Sydney barrister Gina Edwards has been awarded $150,000 in damages in her defamation case over Channel Nine’s coverage of her battle for custody of famed social media pooch Oscar the cavoodle, with a judge finding she relied on a bad legal advice from a fellow barrister and genuinely believed she was Oscar’s co-owner.
Fashion retailer Mosaic Brands has flagged various COVID-related defences to a case brought by the Australian Competition and Consumer Commission alleging it failed to deliver several hundred thousand products to customers within advertised time frames.
Aussie Skips is not appealing a finding that it engaged in serious criminal cartel conduct but will challenge the size of the $3.5 million penalty, a court has been told.
Macquarie Bank has agreed to pay a $10 million fine in proceedings brought ASIC after the bank admitted that it failed to monitor third-party withdrawals, resulting in a financial adviser’s theft of $2.9 million.
Aussie Skips is fighting a court’s ruling that imposed a $3.5 million penalty against the waste company and sentenced its boss to an 18-month intensive corrections order, in a criminal cartel case that also implicated Bingo Industries.
Telecommunications giant SingTel has lost its challenge a ruling in favour of the ATO’s decision to reject over $894,000 in tax deductions related to its $14.2 billion acquisition of Optus.
Builder J Hutchinson and the union for construction workers have successfully appealed a finding that they unlawfully agreed to boycott an independent subcontractor at a Brisbane building site.
A judge has sentenced the former CEO of Bingo Industries to two years’ imprisonment to be served in the community and imposed $30 million in penalties against the waste company for a cartel arrangement with rival Aussie Skips, which copped fines of $3.5 million and an 18 month’ intensive corrections order for its boss.
A judge has signed off on a bill that brings the total settlement administration costs in a class action against Johnson & Johnson unit De Puy to over $13 million, amid a push by some judges to open the settlement administration gig up to competition.
Google’s Fitbit has been ordered to pay $11 million for misleading statements about customers’ rights to refunds or replacements for faulty devices.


TASK BRIEF | Each line of data below must be printed exactly as written, with any pictures removed.

DATA FOR THE TASK |
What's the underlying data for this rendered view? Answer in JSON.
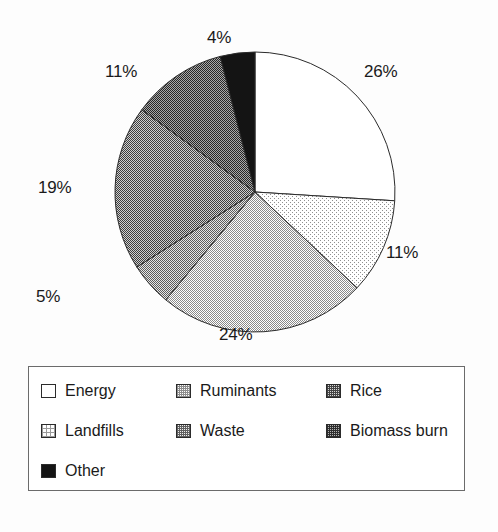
{
  "chart_data": {
    "type": "pie",
    "title": "",
    "subtitle": "",
    "xlabel": "",
    "ylabel": "",
    "legend_position": "bottom",
    "grid": false,
    "unit": "%",
    "categories": [
      "Energy",
      "Landfills",
      "Ruminants",
      "Waste",
      "Rice",
      "Biomass burn",
      "Other"
    ],
    "values": [
      26,
      11,
      24,
      5,
      19,
      11,
      4
    ],
    "slices": [
      {
        "label": "Energy",
        "value": 26,
        "value_text": "26%",
        "fill": "white",
        "fill_hex": "#ffffff",
        "start_deg": 0,
        "end_deg": 93.6
      },
      {
        "label": "Landfills",
        "value": 11,
        "value_text": "11%",
        "fill": "verylight",
        "fill_hex": "#f2f2f2",
        "start_deg": 93.6,
        "end_deg": 133.2
      },
      {
        "label": "Ruminants",
        "value": 24,
        "value_text": "24%",
        "fill": "light",
        "fill_hex": "#c8c8c8",
        "start_deg": 133.2,
        "end_deg": 219.6
      },
      {
        "label": "Waste",
        "value": 5,
        "value_text": "5%",
        "fill": "medium",
        "fill_hex": "#969696",
        "start_deg": 219.6,
        "end_deg": 237.6
      },
      {
        "label": "Rice",
        "value": 19,
        "value_text": "19%",
        "fill": "darkmed",
        "fill_hex": "#787878",
        "start_deg": 237.6,
        "end_deg": 306.0
      },
      {
        "label": "Biomass burn",
        "value": 11,
        "value_text": "11%",
        "fill": "dark",
        "fill_hex": "#555555",
        "start_deg": 306.0,
        "end_deg": 345.6
      },
      {
        "label": "Other",
        "value": 4,
        "value_text": "4%",
        "fill": "black",
        "fill_hex": "#141414",
        "start_deg": 345.6,
        "end_deg": 360.0
      }
    ],
    "labels": {
      "energy": "26%",
      "landfills": "11%",
      "ruminants": "24%",
      "waste": "5%",
      "rice": "19%",
      "biomass": "11%",
      "other": "4%"
    }
  },
  "legend": {
    "items": [
      {
        "label": "Energy",
        "fill": "white"
      },
      {
        "label": "Ruminants",
        "fill": "light"
      },
      {
        "label": "Rice",
        "fill": "darkmed"
      },
      {
        "label": "Landfills",
        "fill": "verylight"
      },
      {
        "label": "Waste",
        "fill": "medium"
      },
      {
        "label": "Biomass burn",
        "fill": "dark"
      },
      {
        "label": "Other",
        "fill": "black"
      }
    ]
  }
}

RESPONSE TO THIS TASK |
What's the underlying data for this rendered view? Answer in JSON.
{
  "chart_data": {
    "type": "pie",
    "title": "",
    "subtitle": "",
    "xlabel": "",
    "ylabel": "",
    "legend_position": "bottom",
    "grid": false,
    "unit": "%",
    "categories": [
      "Energy",
      "Landfills",
      "Ruminants",
      "Waste",
      "Rice",
      "Biomass burn",
      "Other"
    ],
    "values": [
      26,
      11,
      24,
      5,
      19,
      11,
      4
    ],
    "slices": [
      {
        "label": "Energy",
        "value": 26,
        "value_text": "26%",
        "fill": "white",
        "fill_hex": "#ffffff",
        "start_deg": 0,
        "end_deg": 93.6
      },
      {
        "label": "Landfills",
        "value": 11,
        "value_text": "11%",
        "fill": "verylight",
        "fill_hex": "#f2f2f2",
        "start_deg": 93.6,
        "end_deg": 133.2
      },
      {
        "label": "Ruminants",
        "value": 24,
        "value_text": "24%",
        "fill": "light",
        "fill_hex": "#c8c8c8",
        "start_deg": 133.2,
        "end_deg": 219.6
      },
      {
        "label": "Waste",
        "value": 5,
        "value_text": "5%",
        "fill": "medium",
        "fill_hex": "#969696",
        "start_deg": 219.6,
        "end_deg": 237.6
      },
      {
        "label": "Rice",
        "value": 19,
        "value_text": "19%",
        "fill": "darkmed",
        "fill_hex": "#787878",
        "start_deg": 237.6,
        "end_deg": 306.0
      },
      {
        "label": "Biomass burn",
        "value": 11,
        "value_text": "11%",
        "fill": "dark",
        "fill_hex": "#555555",
        "start_deg": 306.0,
        "end_deg": 345.6
      },
      {
        "label": "Other",
        "value": 4,
        "value_text": "4%",
        "fill": "black",
        "fill_hex": "#141414",
        "start_deg": 345.6,
        "end_deg": 360.0
      }
    ],
    "labels": {
      "energy": "26%",
      "landfills": "11%",
      "ruminants": "24%",
      "waste": "5%",
      "rice": "19%",
      "biomass": "11%",
      "other": "4%"
    }
  },
  "legend": {
    "items": [
      {
        "label": "Energy",
        "fill": "white"
      },
      {
        "label": "Ruminants",
        "fill": "light"
      },
      {
        "label": "Rice",
        "fill": "darkmed"
      },
      {
        "label": "Landfills",
        "fill": "verylight"
      },
      {
        "label": "Waste",
        "fill": "medium"
      },
      {
        "label": "Biomass burn",
        "fill": "dark"
      },
      {
        "label": "Other",
        "fill": "black"
      }
    ]
  }
}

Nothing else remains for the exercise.